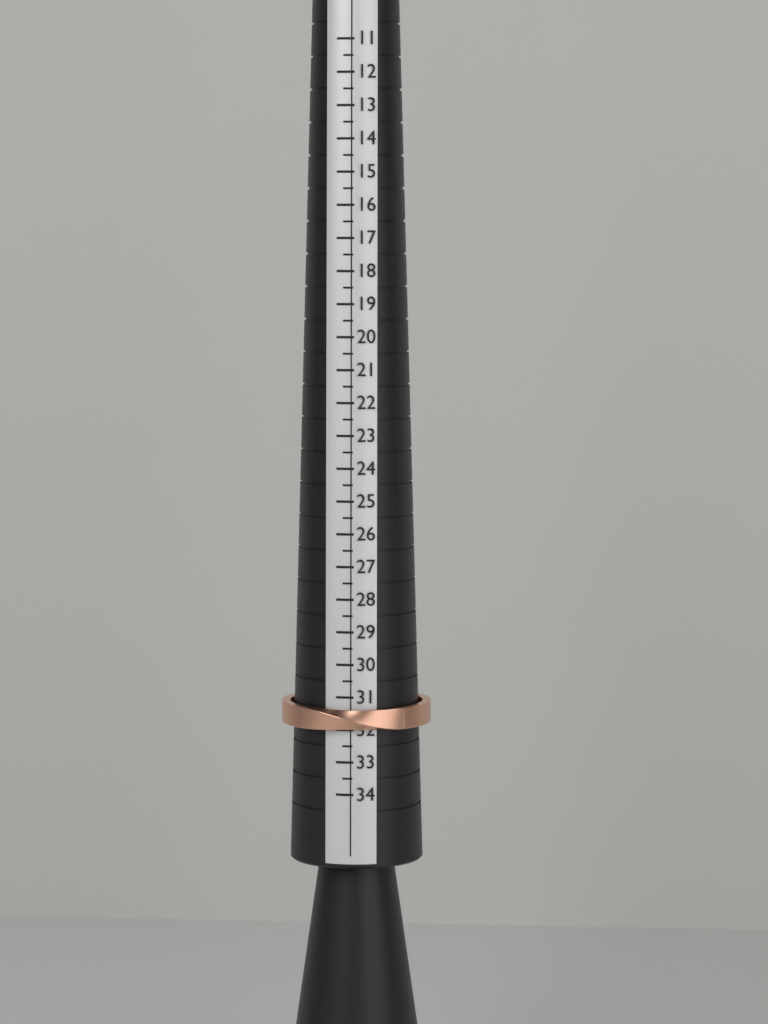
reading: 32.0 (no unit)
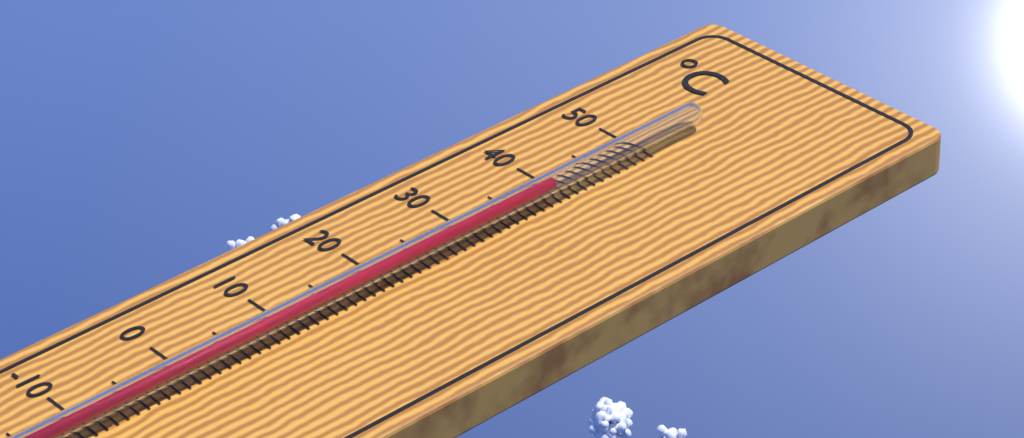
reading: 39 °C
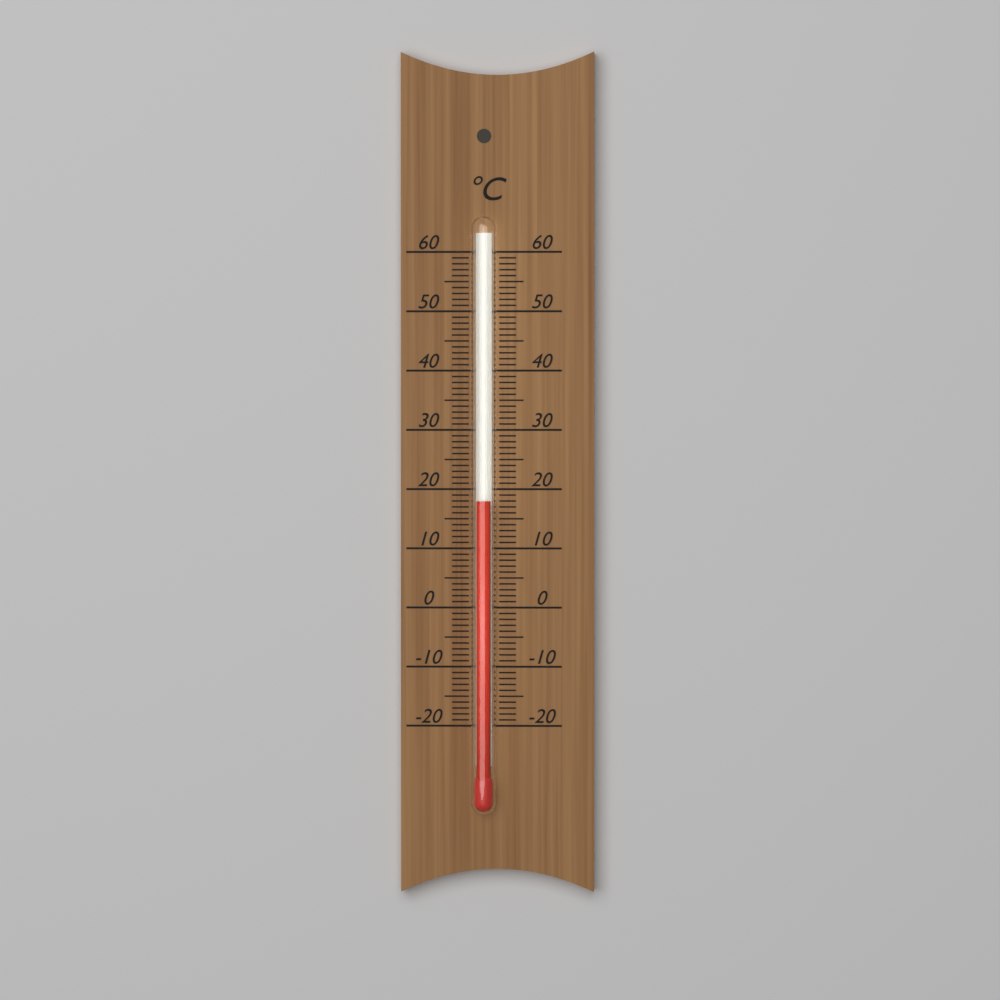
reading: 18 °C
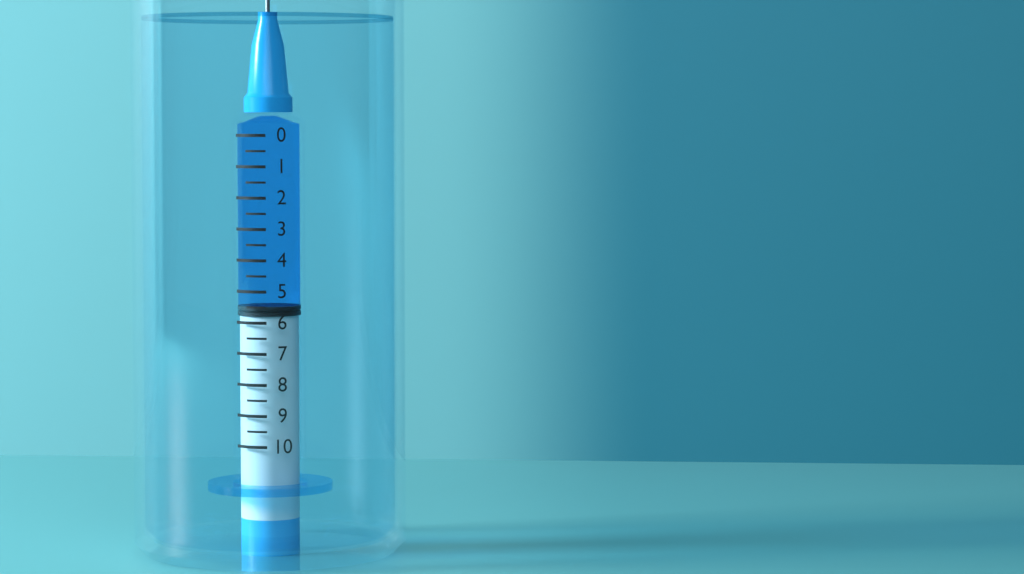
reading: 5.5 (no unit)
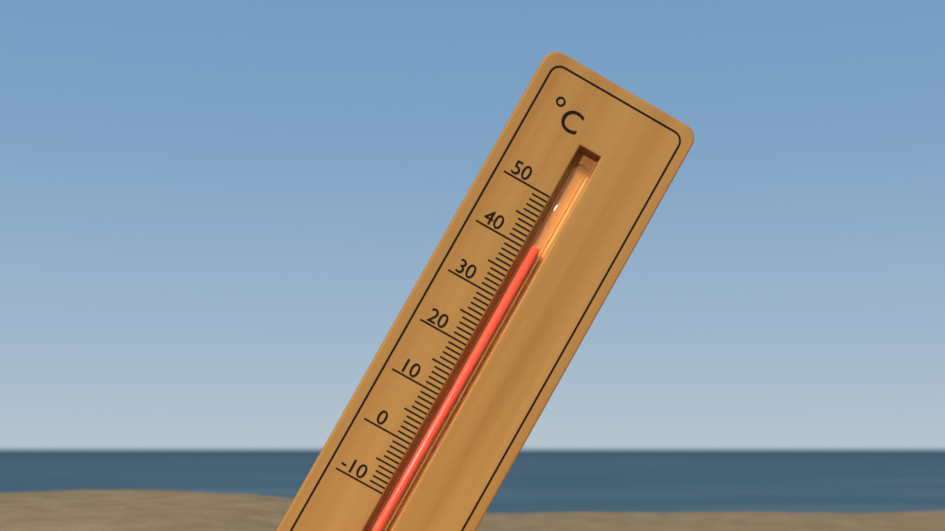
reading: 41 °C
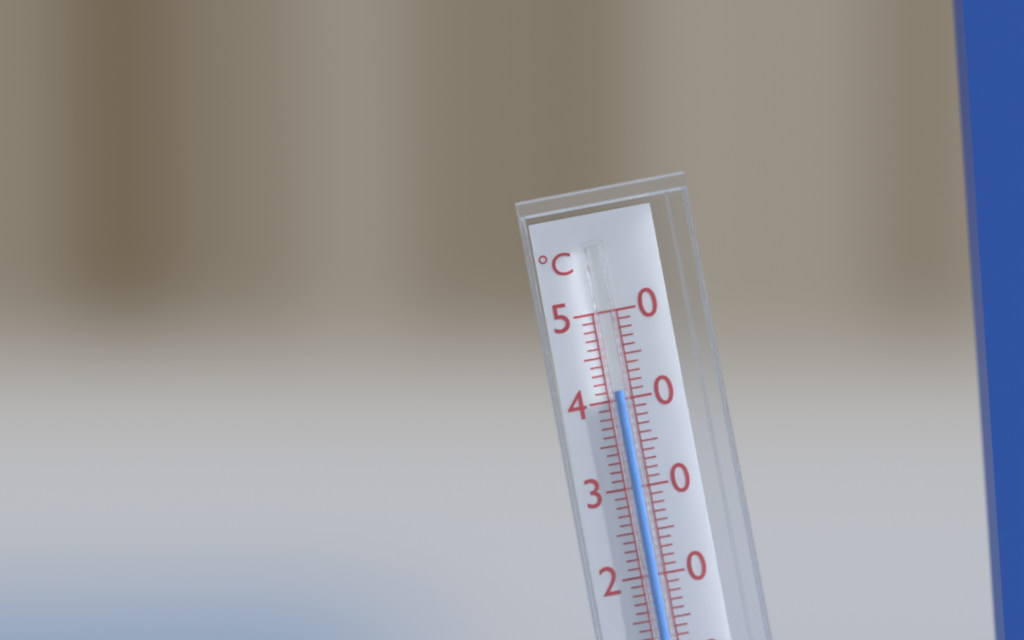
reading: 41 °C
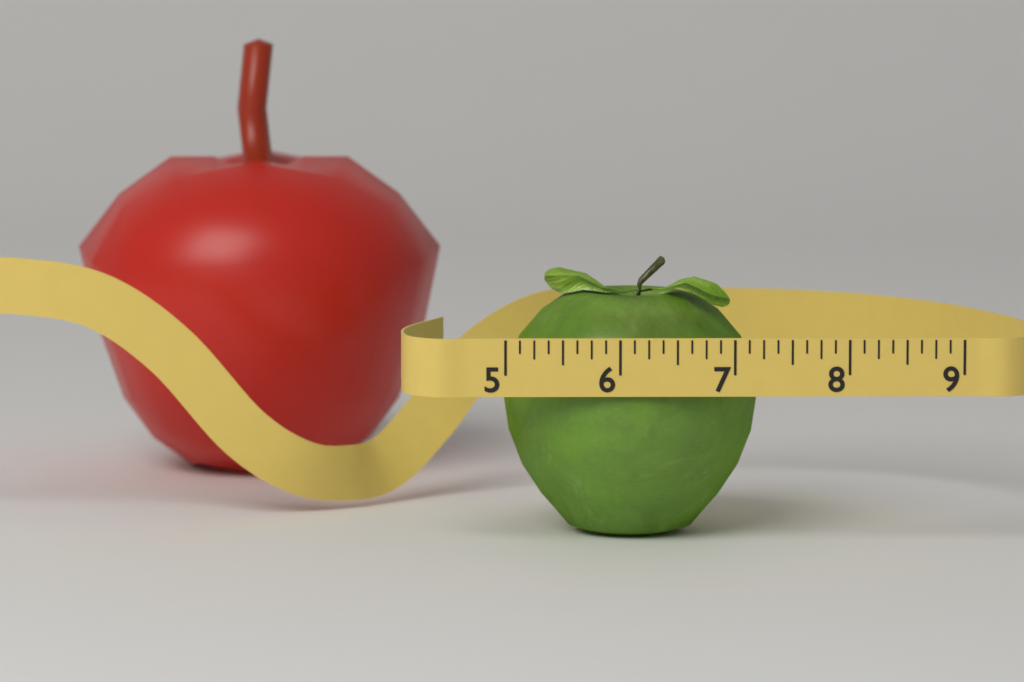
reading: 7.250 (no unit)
-------------------------
▶ [AIM OF THE TASK]
Each line of the data above must be reproduced as written. Skip the pictures.

▶ [OUTPUT FOR THIS TASK]
reading: 32.0 (no unit)
reading: 39 °C
reading: 18 °C
reading: 5.5 (no unit)
reading: 41 °C
reading: 41 °C
reading: 7.250 (no unit)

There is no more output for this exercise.